Dr Anna Dempster

Dr Anna Dempster

BA MA MPhil PhD

Anna M Dempster is a Fellow at Wolfson College. Her career spans both leading academic and cultural institutions, where her research interests in risk and uncertainty, trust and transparency and the creative process have been tried and tested in both theory and in practice.

Dr Anna Dempster

Anna is a Fellow at Wolfson College and sits on the Fine Arts Committee, informing the College’s programme of exhibitions, events and acquisitions. She has regularly curated exhibitions for the College, including both notable solo shows of leading contemporary artists and innovative group exhibitions. She is a member of the College Development Committee and was elected onto College Council in 2019. She is currently working on a book on the cultural history of Memento Mori and Vanitas and their re-interpretation by leading contemporary artists.  

She was previously Head of Academic Programmes at the Royal Academy of Arts, London where she developed and led a new and innovative portfolio of educational programmes, including public, private, and professional, short as well as long Courses and Classes, symposia, conferences and workshops – in subjects ranging from art practice (traditional and digital media), cultural and art history, as well as art business and management - with a sustained focus on the role of artists. She was responsible for a range of national and international partnerships including with leading museums, galleries and universities enabling institutional, academic and scholarly engagement, commercial enterprise as well as research - both linked with RA exhibitions and beyond them. In 2018, she became the Founding Programme Director of the Executive Master’s in Cultural Leadership, initiating a partnership with Maastricht University and successfully launching the RA’s first accredited Master’s Degree, to coincide with its 250th anniversary year in 2018.

Prior to joining the RA, Anna was Associate Professor at Sotheby’s Institute of Art, responsible for the Art Business, Finance and Management Unit on the flagship MA in Art Business where she taught strategy, innovation, entrepreneurship and research methods and other business subjects, all specially tailored for the art world. Before that, she was Director of Research at the Creative Industries Observatory, University of the Arts London, where with a major HEFCE grant, she oversaw and co-ordinated the analytical activities of a team of researchers tasked with evaluating the social, cultural and economic impact of the Creative Industries in London and collaborating with HE consortium partners in London as well as lead partners in India and China. 

She was Founding Director of the MSc/MA in Creative Industries at Birkbeck College, University of London where she taught and supervised on the BA, MA and PhD programmes. She has experience of teaching and research in leading academic institutions including the University of Cambridge, London Business School, Rotterdam School of Management and Maastricht University and she regularly consults for industry and policy-makers.

Anna holds a BA / MA Hons and MPhil degrees in History from the University of Cambridge – with a specialisation in Cultural History – and a PhD in Management Studies, specialising in Strategy, from the Cambridge Judge Business School. Her PhD on The Strategic Use of Announcement Options, which straddles strategy and finance, was supported by the coveted Lloyds Tercentenary Foundation Business Scholarship and won the Emerald/EFMD Outstanding Doctoral Research Award.

Since her PhD, Anna has been fascinated by Risk and Uncertainty – its definitions, impact, role and management - including in the creative process. She is interested in conditions of extreme uncertainty which characterise industries in times of turbulent change – including finance, hi-tech and the arts. She has written and lectured widely on the relationship between risk and creativity. Her book, Risk and Uncertainty in the Art World (2014) was the first complete overview of risk in the art market and remains a core text in Art Business. It was translated into Mandarin and re-published by Tsinghua University Press in 2018. She publishes in scholarly journals as well as leading industry publications, and her contributions have been reviewed by the national and international press.

A second strand of research focusses on Trust and Transparency. In 2013 she organised a seminal interdisciplinary conference The International Art Industry Forum on Trust and Transparency, and this conference, subsequent symposia at the Royal Academy, meetings and publications, have critically informed the ongoing debate on regulation, trust and transparency in both the commercial and public art world, including effects on public perception, access and engagement. She has academic research and professional interests in the wider field of art business, including issues of valuation, authentication, art market economics, and international trade. 

Anna speaks fluent Russian and regularly works with contemporary Russian art and artists and served on the Broad of Trustees for the UK Charity, Russian Arts Help. Anna has curated over 25 exhibitions of contemporary art and in 2010 founded the not-for-profit ArtSpace5-7, specifically to explore ideas central in both arts and sciences and the connections between them. At Wolfson College, she has curated a number of exhibitions including; The Geometry of Light (2015); Dualities: Christopher Le Brun (2018); Waste to Art (2020); Home, Taken (2021) and Kill or Cure (2022). 

Currently, she has returned to her academic roots and is working on a book on the cultural history of Memento Mori and Vanitas – investigating artistic reflections on the transience of life and its expressions in material culture – as well as the re-interpretation and treatment of this genre by leading contemporary artists.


__PROBLEM REQUIREMENTS__
Return each line of the data below unchanged, please.

__INFORMATION PROVIDED__
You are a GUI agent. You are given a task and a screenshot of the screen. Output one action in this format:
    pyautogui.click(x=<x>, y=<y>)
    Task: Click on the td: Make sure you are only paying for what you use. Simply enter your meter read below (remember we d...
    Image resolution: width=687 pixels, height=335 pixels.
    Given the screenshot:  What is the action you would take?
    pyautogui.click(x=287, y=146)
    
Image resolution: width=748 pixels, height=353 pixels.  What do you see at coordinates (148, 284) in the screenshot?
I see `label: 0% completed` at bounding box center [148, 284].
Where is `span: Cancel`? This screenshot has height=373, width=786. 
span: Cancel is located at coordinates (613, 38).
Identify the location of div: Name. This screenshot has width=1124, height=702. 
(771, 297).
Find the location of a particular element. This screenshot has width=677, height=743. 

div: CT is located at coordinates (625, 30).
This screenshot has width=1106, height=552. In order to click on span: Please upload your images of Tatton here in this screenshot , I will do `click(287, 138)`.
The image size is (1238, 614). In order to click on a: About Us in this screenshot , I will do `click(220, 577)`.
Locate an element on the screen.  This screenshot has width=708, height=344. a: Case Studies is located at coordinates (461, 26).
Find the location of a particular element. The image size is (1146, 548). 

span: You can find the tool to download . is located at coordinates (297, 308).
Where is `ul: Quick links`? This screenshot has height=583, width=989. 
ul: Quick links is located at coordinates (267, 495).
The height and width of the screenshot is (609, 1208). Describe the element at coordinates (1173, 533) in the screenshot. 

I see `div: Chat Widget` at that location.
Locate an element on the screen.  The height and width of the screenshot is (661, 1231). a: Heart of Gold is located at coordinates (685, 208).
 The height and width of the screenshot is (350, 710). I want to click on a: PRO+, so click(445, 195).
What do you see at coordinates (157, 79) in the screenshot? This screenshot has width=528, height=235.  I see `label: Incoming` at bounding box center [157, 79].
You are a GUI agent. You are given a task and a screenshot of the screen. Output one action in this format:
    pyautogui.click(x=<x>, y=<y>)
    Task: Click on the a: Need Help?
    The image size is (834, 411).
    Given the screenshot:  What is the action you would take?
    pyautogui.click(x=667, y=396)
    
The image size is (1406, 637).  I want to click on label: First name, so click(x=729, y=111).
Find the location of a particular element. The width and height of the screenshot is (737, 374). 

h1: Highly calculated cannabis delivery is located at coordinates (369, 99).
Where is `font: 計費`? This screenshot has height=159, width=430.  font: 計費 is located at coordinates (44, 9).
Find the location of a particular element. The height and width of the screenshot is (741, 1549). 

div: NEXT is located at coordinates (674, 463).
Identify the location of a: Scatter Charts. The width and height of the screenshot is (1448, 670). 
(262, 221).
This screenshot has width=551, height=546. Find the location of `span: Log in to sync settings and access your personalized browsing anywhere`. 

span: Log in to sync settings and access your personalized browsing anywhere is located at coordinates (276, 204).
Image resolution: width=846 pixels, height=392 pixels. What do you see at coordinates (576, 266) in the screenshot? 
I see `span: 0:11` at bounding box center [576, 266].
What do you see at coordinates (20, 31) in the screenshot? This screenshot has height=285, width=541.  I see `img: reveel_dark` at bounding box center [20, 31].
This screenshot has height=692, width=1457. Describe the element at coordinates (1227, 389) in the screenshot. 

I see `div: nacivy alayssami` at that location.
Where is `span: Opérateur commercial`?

__SOLVED EXERCISE__
You are a GUI agent. You are given a task and a screenshot of the screen. Output one action in this format:
    pyautogui.click(x=<x>, y=<y>)
    Task: Click on the td: Make sure you are only paying for what you use. Simply enter your meter read below (remember we d...
    Image resolution: width=687 pixels, height=335 pixels.
    Given the screenshot:  What is the action you would take?
    pyautogui.click(x=287, y=146)
    
Image resolution: width=748 pixels, height=353 pixels.  What do you see at coordinates (148, 284) in the screenshot?
I see `label: 0% completed` at bounding box center [148, 284].
Where is `span: Cancel`? This screenshot has height=373, width=786. 
span: Cancel is located at coordinates (613, 38).
Identify the location of div: Name. This screenshot has width=1124, height=702. 
(771, 297).
Find the location of a particular element. This screenshot has width=677, height=743. 

div: CT is located at coordinates (625, 30).
This screenshot has width=1106, height=552. In order to click on span: Please upload your images of Tatton here in this screenshot , I will do `click(287, 138)`.
The image size is (1238, 614). In order to click on a: About Us in this screenshot , I will do `click(220, 577)`.
Locate an element on the screen.  This screenshot has width=708, height=344. a: Case Studies is located at coordinates (461, 26).
Find the location of a particular element. The image size is (1146, 548). 

span: You can find the tool to download . is located at coordinates (297, 308).
Where is `ul: Quick links`? This screenshot has height=583, width=989. 
ul: Quick links is located at coordinates (267, 495).
The height and width of the screenshot is (609, 1208). Describe the element at coordinates (1173, 533) in the screenshot. 

I see `div: Chat Widget` at that location.
Locate an element on the screen.  The height and width of the screenshot is (661, 1231). a: Heart of Gold is located at coordinates (685, 208).
 The height and width of the screenshot is (350, 710). I want to click on a: PRO+, so click(445, 195).
What do you see at coordinates (157, 79) in the screenshot? This screenshot has width=528, height=235.  I see `label: Incoming` at bounding box center [157, 79].
You are a GUI agent. You are given a task and a screenshot of the screen. Output one action in this format:
    pyautogui.click(x=<x>, y=<y>)
    Task: Click on the a: Need Help?
    The image size is (834, 411).
    Given the screenshot:  What is the action you would take?
    pyautogui.click(x=667, y=396)
    
The image size is (1406, 637).  I want to click on label: First name, so click(x=729, y=111).
Find the location of a particular element. The width and height of the screenshot is (737, 374). 

h1: Highly calculated cannabis delivery is located at coordinates (369, 99).
Where is `font: 計費`? This screenshot has height=159, width=430.  font: 計費 is located at coordinates (44, 9).
Find the location of a particular element. The height and width of the screenshot is (741, 1549). 

div: NEXT is located at coordinates (674, 463).
Identify the location of a: Scatter Charts. The width and height of the screenshot is (1448, 670). 
(262, 221).
This screenshot has width=551, height=546. Find the location of `span: Log in to sync settings and access your personalized browsing anywhere`. 

span: Log in to sync settings and access your personalized browsing anywhere is located at coordinates (276, 204).
Image resolution: width=846 pixels, height=392 pixels. What do you see at coordinates (576, 266) in the screenshot? 
I see `span: 0:11` at bounding box center [576, 266].
What do you see at coordinates (20, 31) in the screenshot? This screenshot has height=285, width=541.  I see `img: reveel_dark` at bounding box center [20, 31].
This screenshot has height=692, width=1457. Describe the element at coordinates (1227, 389) in the screenshot. 

I see `div: nacivy alayssami` at that location.
Where is `span: Opérateur commercial`?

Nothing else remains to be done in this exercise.